The real deficit in the guru-disciple system with regards to humility is that there isn't much to keep the guru in a state of humility, and in fact, there is much to knock him out of it. (Cue in a long parade of 20-th century illustrious guru-narcissists.) And there's the rub, with AYP and all, in which you are your own guru.
I have offered a more modern solution to this problem. It's simple -- we simply understand that we are not becoming superman after all. If we have any egoic dreams of being the star of the yoga circus, we see the circus for what it is, and we give those dreams up. We have a more proportionate view of what enlightenment is, and of what we are becoming as enlightenment arises. We understand that our 'gurus' and those great yogic public figures were not superman either. We come to understand the mechanisms whereby our images of these people are inflated, and what we are really doing when we dream of being like them.
Key to it all is that we understand ourselves in a realistic, non-inflated way, and likewise those we aspire to be like, and likewise we know the limits of the yogic culture in which we are immersed. We must live in the truth about ourselves and others and our relationships should be based on that.
Yogani seems to be placing his hopes in the power of the cultivation of silence to bring about humility.
Inner silence will help with this problem for sure, but, as you say, nothing presents any guarantee. Inner silence will help in the same way that good diet promotes resistance to diseases -- but good diet is never a good reason not to remove plague-rats from one's house. And it's becoming increasingly clear to me that the expectation of becoming superman through enlightenment is a metaphorical plague rat, that people cherish and want to keep as a pet. That much beloved spiritual figures before us have kept and cherished as a pet. The expectation of becoming a sort of superman is probably the biggest hook for narcissism imaginable. (Can anyone imagine a bigger hook? If you can, tell me. ) Would the truth really contain an enormous hook for narcissism? Look for the answer to that question inside your soul. Know the truth, and the truth shall set you free, as they say.

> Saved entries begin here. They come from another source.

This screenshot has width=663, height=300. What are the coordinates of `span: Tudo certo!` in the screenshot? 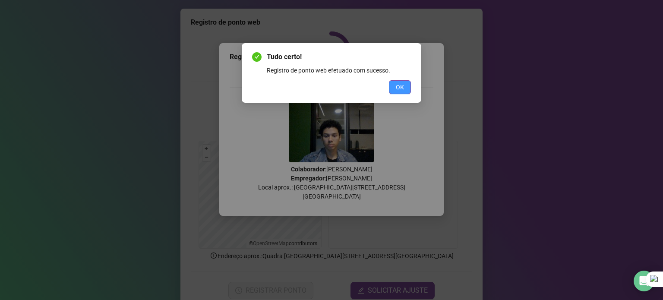 It's located at (339, 57).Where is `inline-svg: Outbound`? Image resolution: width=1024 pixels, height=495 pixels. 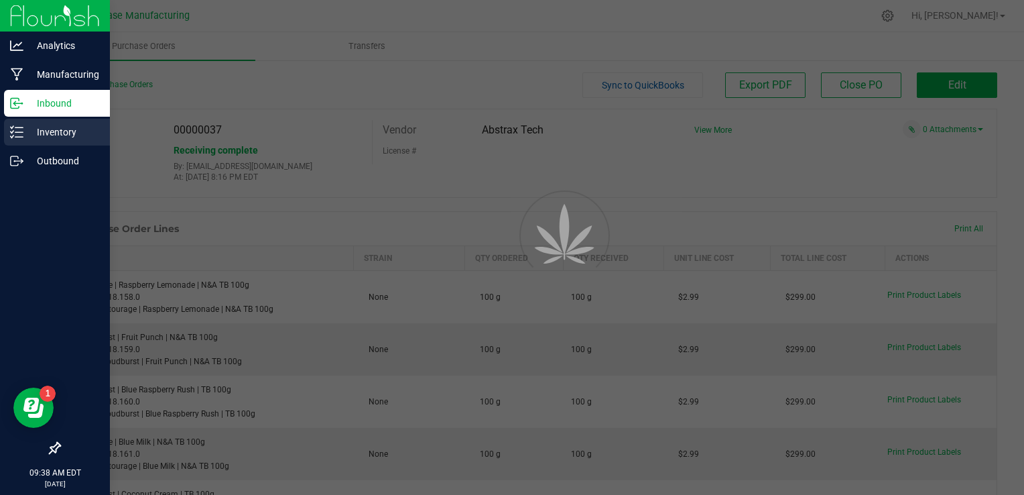 inline-svg: Outbound is located at coordinates (17, 161).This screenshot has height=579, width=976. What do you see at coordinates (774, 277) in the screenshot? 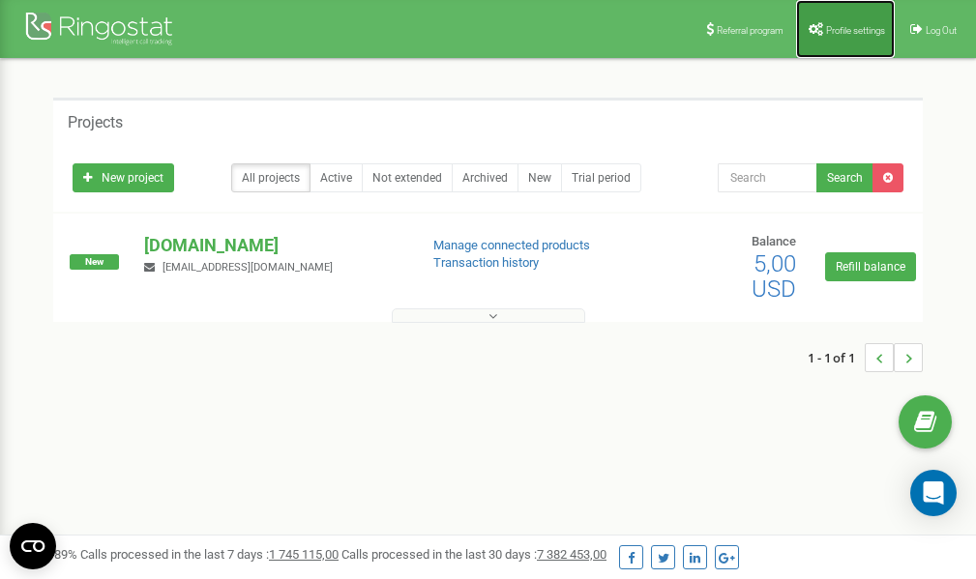
I see `span: 5,00 USD` at bounding box center [774, 277].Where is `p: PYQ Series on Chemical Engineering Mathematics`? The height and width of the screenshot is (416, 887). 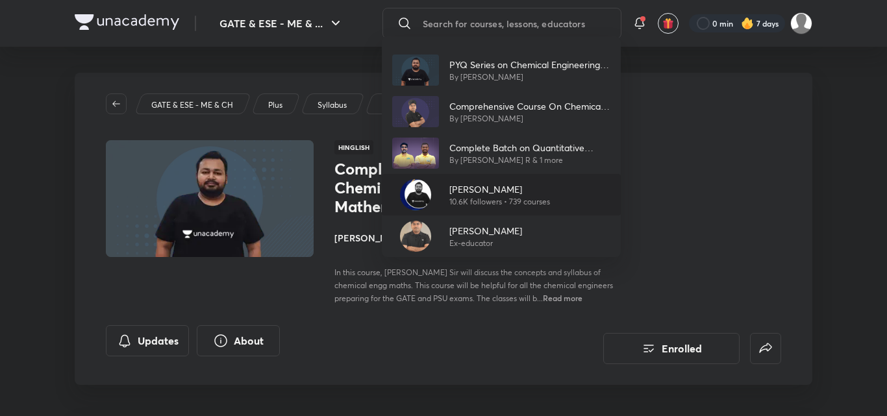 p: PYQ Series on Chemical Engineering Mathematics is located at coordinates (530, 64). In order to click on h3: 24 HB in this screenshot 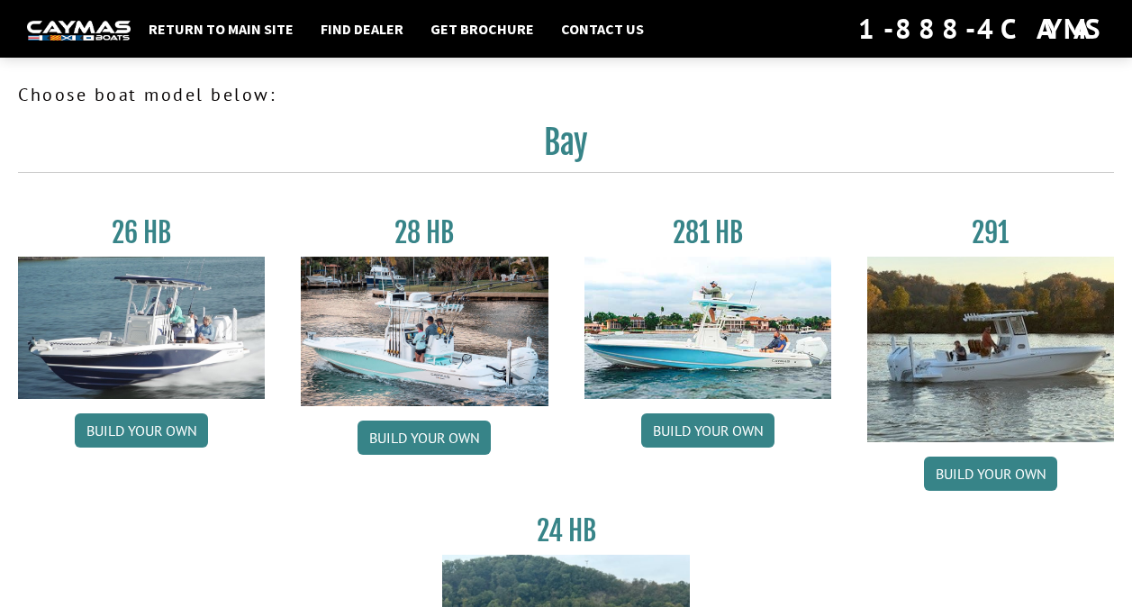, I will do `click(566, 530)`.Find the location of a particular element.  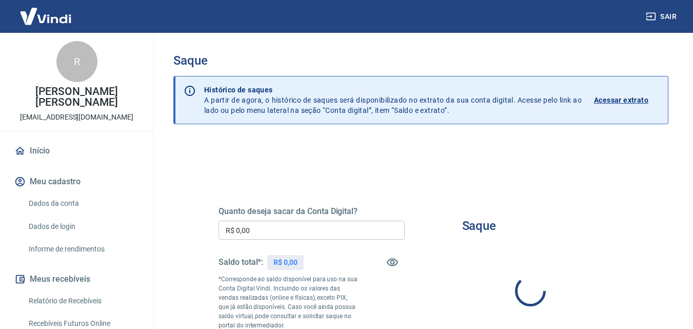

div: R is located at coordinates (77, 62). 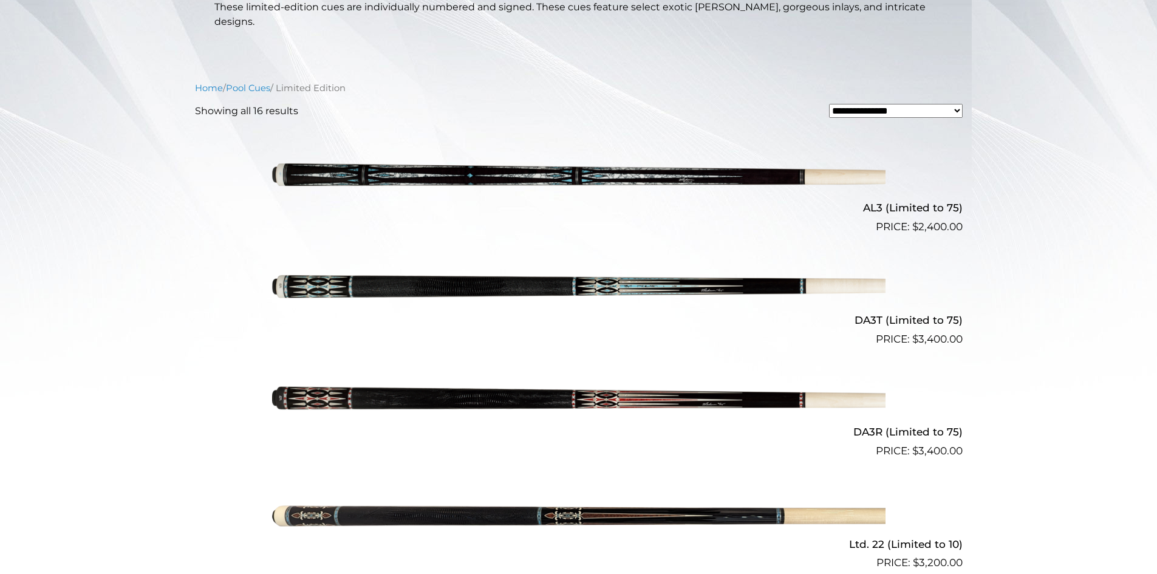 I want to click on a: Pool Cues, so click(x=248, y=88). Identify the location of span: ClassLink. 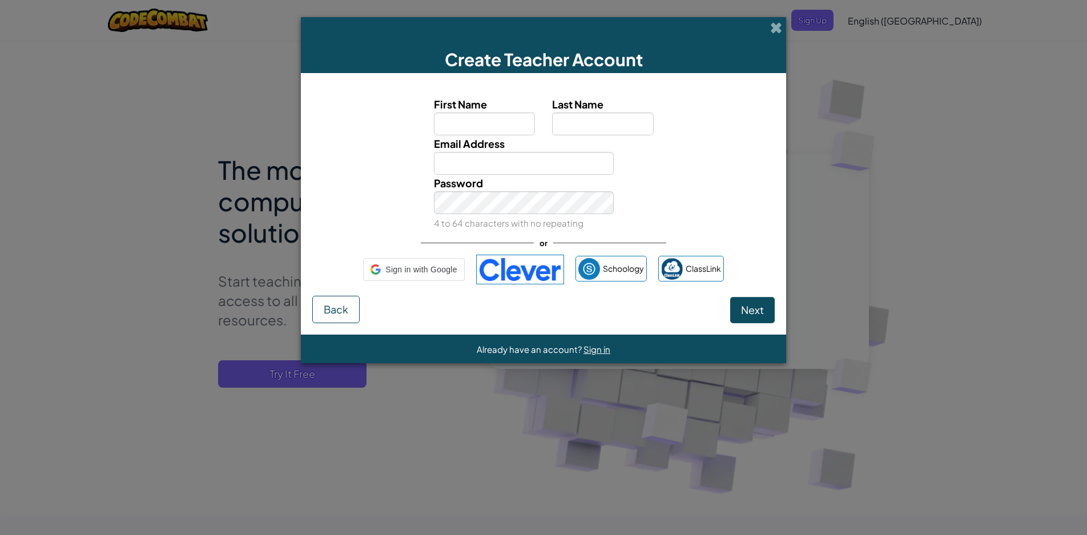
(703, 268).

This more correct view of enlightenment and people, without the great hook for narcissism, is a foundational stone for anyone on the journey without a guru. ( Maybe it's not as fundamental if one has a good guru, but I think the truth is always better. ) It actually becomes more critical as the yogic journey really starts to get underway. If not much is happening, there isn't much happening to get inflated about. Remember those words, 'The stone the builders rejected has become the corner stone'. At some point it becomes too late to fit this corrective stone into one's world-view (without much pain and turmoil); there will eventually be too much emotional investment in the illusory self-image and dropping it will be too painful so it will be retained -- who wants to let the cops come in and flush the drugs down the toilet when the party has 10,000 people in it and is really buzzing? Better to flush the drugs down the toilet before the party really gets going. Too many yogis have fallen in one way or another, and it's time to take a cold critical look at the stilts they got up onto and whether we should really be so enthusiastic to get up on them ourselves.
This stuff has been brewing in my mind for years, and I've just started to articulate some of it properly. Sometime I'll organize it all into a coherent message.